I started reading Ecclesiastes today and am fascinated by the mystery and wisdom is holds. I enjoy poetry and riddles. The reoccurring theme is:
“Vanity of vanities, says the Preacher, vanity of vanities! All is vanity.” (1:1)
Vanity literally means vapor. And we are not just talking about vapor, but the vapor of vapor! Vapor is fleeting and elusive. As I work through the book, I will be considering what the writer means by this. Verse 2 immediately presents at least one concept of vanity: “What does man gain by all the toil?” I just taught on 1 Cor 15, in which Paul explains the vanity of preaching and faith if Christ was not raised from the dead (v. 14). In Greek, this word translated vanity can mean without result, reason, or purpose. The suggestion that man gains nothing from his work is the vanity of no result.
The obvious answer to the Preacher’s question is “a living.” When one works he is able to provide food and shelter for his family. But the question forces the reader to go deeper than this. The Preacher is pushing us past the obvious cycles and assumptions of this world to consider the meaning and value of food and shelter, the meaning of existence at all. The writer has come to a point in life, as many of us do, when we are desperate for a deeper purpose. “Surely food and shelter is not what this is all about.” Food and shelter are no the end, but a means. They are simply necessary for survival according to God’s design. The purpose of our existence must be something more. At least that is what depths of my soul cry out for. “What is this all about anyway?” Amazingly, though, so much of our culture has become a half-dead mass of humanity that is satisfied to run the rat race for the prize of food and shelter. They have only modified it in that they hunt for greater and more glamorous food and shelter. I will live for more than this.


### Task prompt
All entries are to be reproduced exactly; the pictures are to be omitted.

── Record set

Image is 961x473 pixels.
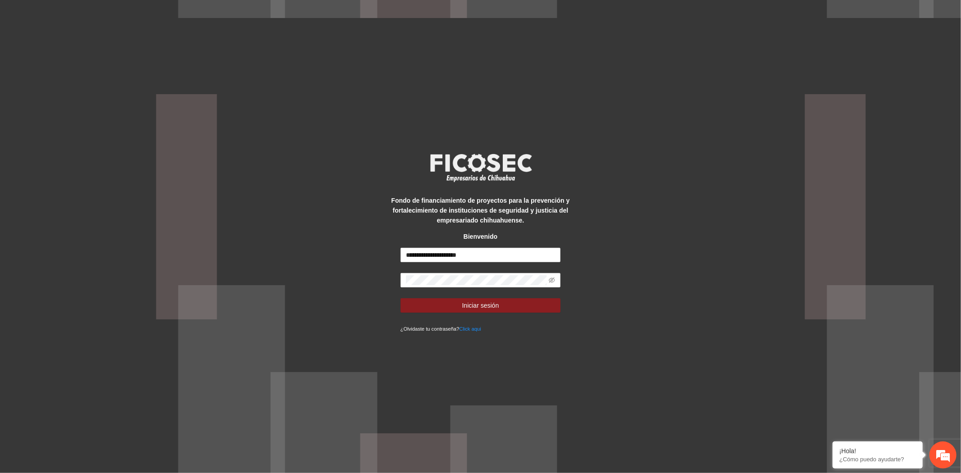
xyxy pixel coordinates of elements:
[549,277,555,283] span: eye-invisible
[391,197,570,224] strong: Fondo de financiamiento de proyectos para la prevención y fortalecimiento de instituciones de seg...
[839,456,916,463] p: ¿Cómo puedo ayudarte?
[839,447,916,454] div: ¡Hola!
[462,300,499,310] span: Iniciar sesión
[47,46,151,58] div: Chatee con nosotros ahora
[459,326,481,331] a: Click aqui
[5,246,172,277] textarea: Escriba su mensaje y pulse “Intro”
[424,151,537,184] img: logo
[463,233,497,240] strong: Bienvenido
[148,5,169,26] div: Minimizar ventana de chat en vivo
[400,326,481,331] small: ¿Olvidaste tu contraseña?
[52,120,124,211] span: Estamos en línea.
[400,298,561,313] button: Iniciar sesión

────

### Exercise solution
Image is 961x473 pixels.
xyxy pixel coordinates of elements:
[549,277,555,283] span: eye-invisible
[391,197,570,224] strong: Fondo de financiamiento de proyectos para la prevención y fortalecimiento de instituciones de seg...
[839,456,916,463] p: ¿Cómo puedo ayudarte?
[839,447,916,454] div: ¡Hola!
[462,300,499,310] span: Iniciar sesión
[47,46,151,58] div: Chatee con nosotros ahora
[459,326,481,331] a: Click aqui
[5,246,172,277] textarea: Escriba su mensaje y pulse “Intro”
[424,151,537,184] img: logo
[463,233,497,240] strong: Bienvenido
[148,5,169,26] div: Minimizar ventana de chat en vivo
[400,326,481,331] small: ¿Olvidaste tu contraseña?
[52,120,124,211] span: Estamos en línea.
[400,298,561,313] button: Iniciar sesión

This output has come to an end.